The modellers found that, were the virus left to spread, it would cause around 2.2m deaths in America and 500,000 in Britain by the end of summer. In advanced economies, they concluded, three months of curve-flattening, including two-week quarantines of infected households, would at best prevent only about half of these. Moreover, peak demand for intensive care would still be eight times the surge capacity of Britain’s National Health Service, leading to many more deaths that the model did not attempt to compute. If that pattern holds in other parts of Europe, even its best-resourced health systems, including Germany’s, would be overwhelmed.
This is just a model, and models are just educated guesses based on the best evidence. Hence the importance of watching China to see if life there can return to normal without the disease breaking out again. The hope is that teams of epidemiologists can test on a massive scale so as to catch new cases early, trace their contacts and quarantine them without turning society upside down. Perhaps they will be helped by new drugs, such as a Japanese antiviral compound which China this week said was promising.
But this is just a hope, and hope is not a policy. The bitter truth is that mitigation costs too many lives and suppression may be economically unsustainable. After a few iterations governments might not have the capacity to carry businesses and consumers. Ordinary people might not tolerate the upheaval. The cost of repeated isolation, measured by mental well-being and the long-term health of the rest of the population, might not justify it.
In the real world there are trade-offs between the two strategies, though governments can make both more efficient. South Korea, China and Italy have shown that this starts with mass-testing. The more clearly you can identify who has the disease, the less you must depend upon indiscriminate restrictions.
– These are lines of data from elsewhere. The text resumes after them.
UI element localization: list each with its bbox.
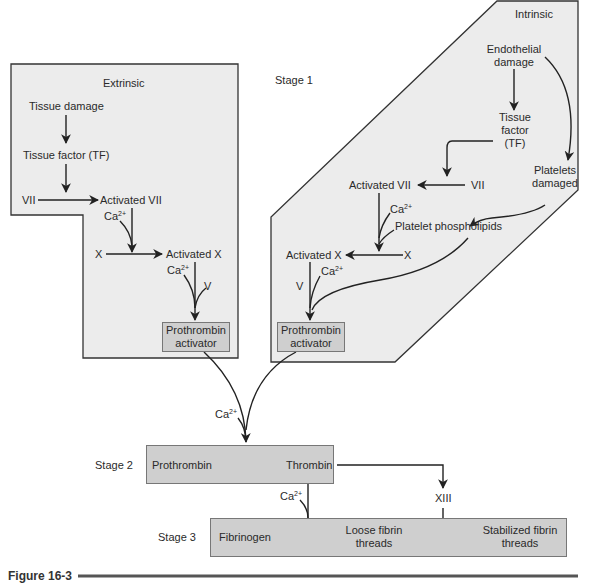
vii-label: VII (22, 194, 35, 207)
prothrombin-activator-label: Prothrombinactivator (277, 324, 345, 350)
figure-caption: Figure 16-3 (8, 569, 72, 583)
platelets-damaged-label: Plateletsdamaged (528, 164, 582, 190)
ca-label: Ca2+ (104, 210, 126, 223)
tissue-factor-label: Tissuefactor(TF) (495, 111, 535, 150)
activated-x-label: Activated X (166, 248, 222, 261)
x-label: X (95, 248, 102, 261)
intrinsic-title: Intrinsic (515, 8, 553, 21)
activated-vii-label: Activated VII (349, 179, 411, 192)
ca-label: Ca2+ (390, 203, 412, 216)
stage1-label: Stage 1 (275, 74, 313, 87)
fibrinogen-label: Fibrinogen (219, 531, 271, 544)
endothelial-damage-label: Endothelialdamage (484, 43, 544, 69)
ca-label: Ca2+ (280, 490, 302, 503)
activated-x-label: Activated X (286, 249, 342, 262)
loose-fibrin-threads-label: Loose fibrinthreads (338, 524, 410, 550)
platelet-phospholipids-label: Platelet phospholipids (395, 220, 502, 233)
prothrombin-activator-label: Prothrombinactivator (162, 324, 230, 350)
thrombin-label: Thrombin (286, 459, 332, 472)
stage2-label: Stage 2 (95, 459, 133, 472)
xiii-label: XIII (435, 492, 452, 505)
extrinsic-title: Extrinsic (103, 77, 145, 90)
v-label: V (204, 280, 211, 293)
stabilized-fibrin-threads-label: Stabilized fibrinthreads (478, 524, 562, 550)
vii-label: VII (471, 179, 484, 192)
x-label: X (404, 249, 411, 262)
stage3-label: Stage 3 (158, 531, 196, 544)
tissue-damage-label: Tissue damage (29, 100, 104, 113)
ca-label: Ca2+ (167, 264, 189, 277)
prothrombin-label: Prothrombin (152, 459, 212, 472)
ca-label: Ca2+ (321, 265, 343, 278)
activated-vii-label: Activated VII (100, 194, 162, 207)
v-label: V (296, 280, 303, 293)
ca-label: Ca2+ (215, 408, 237, 421)
tissue-factor-label: Tissue factor (TF) (23, 149, 109, 162)
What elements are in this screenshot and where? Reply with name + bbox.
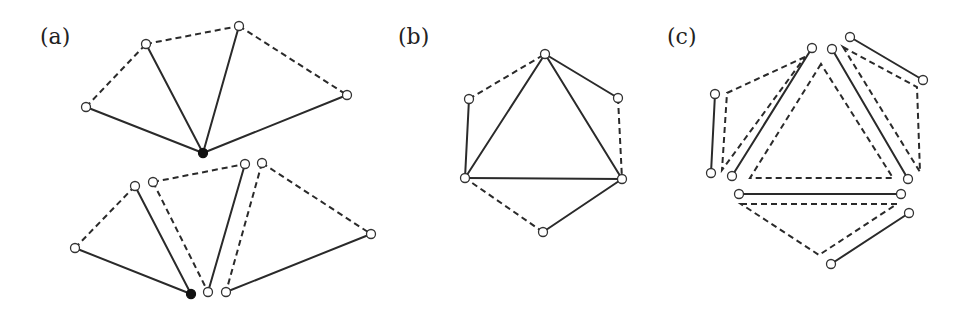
edge-solid — [203, 26, 239, 153]
edge-solid — [543, 179, 622, 232]
vertex — [461, 174, 470, 183]
vertex — [343, 91, 352, 100]
vertex — [222, 288, 231, 297]
panel-b-hexagon — [461, 50, 627, 237]
vertex — [711, 90, 720, 99]
edge-dashed — [226, 163, 262, 292]
vertex — [241, 160, 250, 169]
center-vertex — [187, 290, 196, 299]
center-vertex — [199, 149, 208, 158]
edge-dashed — [618, 98, 622, 179]
vertex — [539, 228, 548, 237]
panel-a-fan — [82, 22, 352, 158]
edge-solid — [545, 54, 622, 179]
edge-solid — [203, 95, 347, 153]
edge-solid — [208, 164, 245, 292]
edge-solid — [465, 178, 622, 179]
vertex — [905, 209, 914, 218]
vertex — [131, 182, 140, 191]
vertex — [828, 45, 837, 54]
edge-dashed — [465, 178, 543, 232]
vertex — [897, 190, 906, 199]
edge-dashed — [75, 186, 135, 248]
vertex — [827, 260, 836, 269]
vertex — [728, 172, 737, 181]
dashed-triangle-left — [722, 57, 805, 170]
vertex — [367, 230, 376, 239]
panel-label-a: (a) — [40, 24, 70, 49]
vertex — [846, 33, 855, 42]
edge-solid — [146, 44, 203, 153]
panel-label-b: (b) — [398, 24, 429, 49]
vertex — [149, 178, 158, 187]
edge-solid — [75, 248, 191, 294]
edge-dashed — [262, 163, 371, 234]
edge-dashed — [239, 26, 347, 95]
vertex — [919, 76, 928, 85]
diagram-canvas: (a) (b) (c) — [0, 0, 960, 310]
vertex — [204, 288, 213, 297]
vertex — [541, 50, 550, 59]
vertex — [735, 190, 744, 199]
panel-c-exploded — [707, 33, 928, 269]
edge-solid — [711, 94, 715, 173]
edge-solid — [850, 37, 923, 80]
edge-solid — [86, 107, 203, 153]
edge-dashed — [146, 26, 239, 44]
vertex — [142, 40, 151, 49]
edge-dashed — [153, 164, 245, 182]
vertex — [614, 94, 623, 103]
edge-solid — [832, 49, 908, 179]
edge-solid — [226, 234, 371, 292]
vertex — [808, 44, 817, 53]
vertex — [71, 244, 80, 253]
vertex — [618, 175, 627, 184]
edge-solid — [545, 54, 618, 98]
vertex — [904, 175, 913, 184]
edge-dashed — [86, 44, 146, 107]
dashed-triangle-center — [750, 64, 893, 178]
edge-solid — [465, 54, 545, 178]
edge-dashed — [469, 54, 545, 99]
panel-a-split — [71, 159, 376, 299]
dashed-triangle-right — [843, 47, 920, 172]
vertex — [707, 169, 716, 178]
edge-solid — [465, 99, 469, 178]
panel-label-c: (c) — [667, 24, 697, 49]
dashed-triangle-bottom — [741, 204, 897, 255]
vertex — [235, 22, 244, 31]
vertex — [82, 103, 91, 112]
vertex — [258, 159, 267, 168]
edge-solid — [732, 48, 812, 176]
vertex — [465, 95, 474, 104]
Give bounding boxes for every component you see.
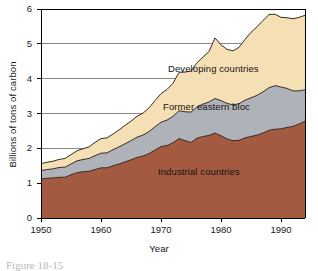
- x-tick-label-1950: 1950: [21, 224, 61, 235]
- y-tick-label-5: 5: [14, 38, 32, 49]
- x-tick-label-1960: 1960: [81, 224, 121, 235]
- x-tick-label-1970: 1970: [141, 224, 181, 235]
- y-tick-label-6: 6: [14, 3, 32, 14]
- x-axis-title: Year: [0, 243, 318, 254]
- area-series-group: [41, 14, 305, 218]
- y-tick-label-0: 0: [14, 212, 32, 223]
- figure-caption: Figure 18-15: [6, 259, 312, 271]
- x-tick-label-1990: 1990: [261, 224, 301, 235]
- series-label-industrial-countries: Industrial countries: [158, 166, 240, 177]
- series-label-former-eastern-bloc: Former eastern bloc: [163, 101, 250, 112]
- x-tick-label-1980: 1980: [201, 224, 241, 235]
- series-label-developing-countries: Developing countries: [168, 63, 259, 74]
- y-axis-title: Billions of tons of carbon: [7, 50, 18, 180]
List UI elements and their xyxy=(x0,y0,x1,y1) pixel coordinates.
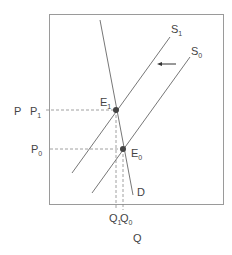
plot-frame xyxy=(50,15,224,205)
supply-demand-diagram: P P1 P0 E1 E0 S1 S0 D Q1 Q0 Q xyxy=(0,0,232,255)
equilibrium-e1-point xyxy=(113,107,119,113)
s1-label: S1 xyxy=(171,23,182,37)
p1-label: P1 xyxy=(30,105,41,119)
arrow-head-icon xyxy=(157,62,162,66)
demand-label: D xyxy=(137,186,145,198)
p0-label: P0 xyxy=(31,143,42,157)
e1-label: E1 xyxy=(100,96,111,110)
equilibrium-e0-point xyxy=(120,146,126,152)
s0-label: S0 xyxy=(191,45,202,59)
q0-label: Q0 xyxy=(120,212,133,226)
price-axis-label: P xyxy=(14,105,21,117)
quantity-axis-label: Q xyxy=(133,232,142,244)
e0-label: E0 xyxy=(131,147,142,161)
Tests for antibodies to the virus, picking up who has been infected and recovered, are needed to supplement today’s which are only valid just before and during the illness (see article). That will let immune people go about their business in the knowledge that they cannot be a source of further infections.
A second line of attack is to use technology to administer quarantines and social distancing. China is using apps to certify who is clear of the disease and who is not. Both it and South Korea are using big data and social media to trace infections, alert people to hotspots and round up contacts. South Korea changed the law to allow the state to gain access to medical records and share them without a warrant. In normal times many democracies might find that too intrusive. Times are not normal.
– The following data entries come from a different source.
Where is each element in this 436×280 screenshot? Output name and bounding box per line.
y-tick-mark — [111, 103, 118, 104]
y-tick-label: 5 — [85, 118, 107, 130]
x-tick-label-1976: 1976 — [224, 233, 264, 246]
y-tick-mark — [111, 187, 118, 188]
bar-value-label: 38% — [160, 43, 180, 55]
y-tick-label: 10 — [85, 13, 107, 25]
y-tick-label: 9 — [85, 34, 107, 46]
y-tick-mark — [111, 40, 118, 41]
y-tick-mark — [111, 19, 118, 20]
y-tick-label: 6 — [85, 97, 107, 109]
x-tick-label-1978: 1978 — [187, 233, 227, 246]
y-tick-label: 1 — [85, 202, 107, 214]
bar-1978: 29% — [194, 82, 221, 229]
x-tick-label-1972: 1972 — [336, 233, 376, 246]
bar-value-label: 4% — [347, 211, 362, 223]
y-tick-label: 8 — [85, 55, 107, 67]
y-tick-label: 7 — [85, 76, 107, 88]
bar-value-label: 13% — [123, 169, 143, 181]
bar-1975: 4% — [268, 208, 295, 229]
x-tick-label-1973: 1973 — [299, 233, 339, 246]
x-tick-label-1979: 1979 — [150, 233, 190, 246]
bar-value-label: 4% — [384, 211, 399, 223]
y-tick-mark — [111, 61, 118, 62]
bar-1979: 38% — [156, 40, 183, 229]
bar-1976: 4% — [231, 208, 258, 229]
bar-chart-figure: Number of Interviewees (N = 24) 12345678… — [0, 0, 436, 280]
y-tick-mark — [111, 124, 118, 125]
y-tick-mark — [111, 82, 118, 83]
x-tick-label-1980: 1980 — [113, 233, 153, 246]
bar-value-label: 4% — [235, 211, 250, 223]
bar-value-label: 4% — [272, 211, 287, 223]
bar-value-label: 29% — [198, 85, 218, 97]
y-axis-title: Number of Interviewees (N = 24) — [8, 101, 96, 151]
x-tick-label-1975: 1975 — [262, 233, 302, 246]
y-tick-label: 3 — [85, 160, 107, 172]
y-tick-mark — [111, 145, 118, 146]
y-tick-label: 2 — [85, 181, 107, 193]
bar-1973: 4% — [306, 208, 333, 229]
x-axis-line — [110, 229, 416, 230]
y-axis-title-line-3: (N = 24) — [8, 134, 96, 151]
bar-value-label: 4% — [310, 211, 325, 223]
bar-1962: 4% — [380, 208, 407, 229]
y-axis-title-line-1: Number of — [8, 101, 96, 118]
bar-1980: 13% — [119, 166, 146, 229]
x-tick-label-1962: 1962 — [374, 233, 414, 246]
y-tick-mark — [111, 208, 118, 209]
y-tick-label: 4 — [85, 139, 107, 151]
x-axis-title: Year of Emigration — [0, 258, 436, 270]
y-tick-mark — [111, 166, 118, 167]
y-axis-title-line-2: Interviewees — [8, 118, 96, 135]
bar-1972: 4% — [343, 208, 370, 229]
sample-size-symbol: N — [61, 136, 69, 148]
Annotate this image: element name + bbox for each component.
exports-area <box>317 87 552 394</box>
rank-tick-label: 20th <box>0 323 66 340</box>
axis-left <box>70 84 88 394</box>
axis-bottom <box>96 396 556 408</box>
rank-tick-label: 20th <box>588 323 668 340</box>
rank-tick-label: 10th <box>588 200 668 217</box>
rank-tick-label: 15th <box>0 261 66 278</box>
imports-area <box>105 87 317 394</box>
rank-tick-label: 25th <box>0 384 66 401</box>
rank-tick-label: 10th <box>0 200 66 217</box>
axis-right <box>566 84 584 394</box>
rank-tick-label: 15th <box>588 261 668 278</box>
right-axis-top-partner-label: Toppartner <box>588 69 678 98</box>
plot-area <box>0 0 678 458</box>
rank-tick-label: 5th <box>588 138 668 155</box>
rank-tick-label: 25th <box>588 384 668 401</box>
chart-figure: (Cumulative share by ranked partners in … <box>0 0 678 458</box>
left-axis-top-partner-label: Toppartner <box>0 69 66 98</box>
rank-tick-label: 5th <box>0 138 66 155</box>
Last, governments should invest in health care, even if their efforts take months to bear fruit and may never be needed. They should increase the surge capacity of intensive care. Countries like Britain and America are desperately short of beds, specialists and ventilators. They should define the best treatment protocols, develop vaccines and test new therapeutic drugs. All this would make mitigation less lethal and suppression cheaper.
Be under no illusions. Such measures might still not prevent the pandemic from extracting a heavy toll. Today governments seem to be committed to suppression, whatever the cost. But if the disease is not conquered quickly, they will edge towards mitigation, even if that will result in many more deaths. Understandably, just now that is not a trade-off any government is willing to contemplate. They may soon have no choice.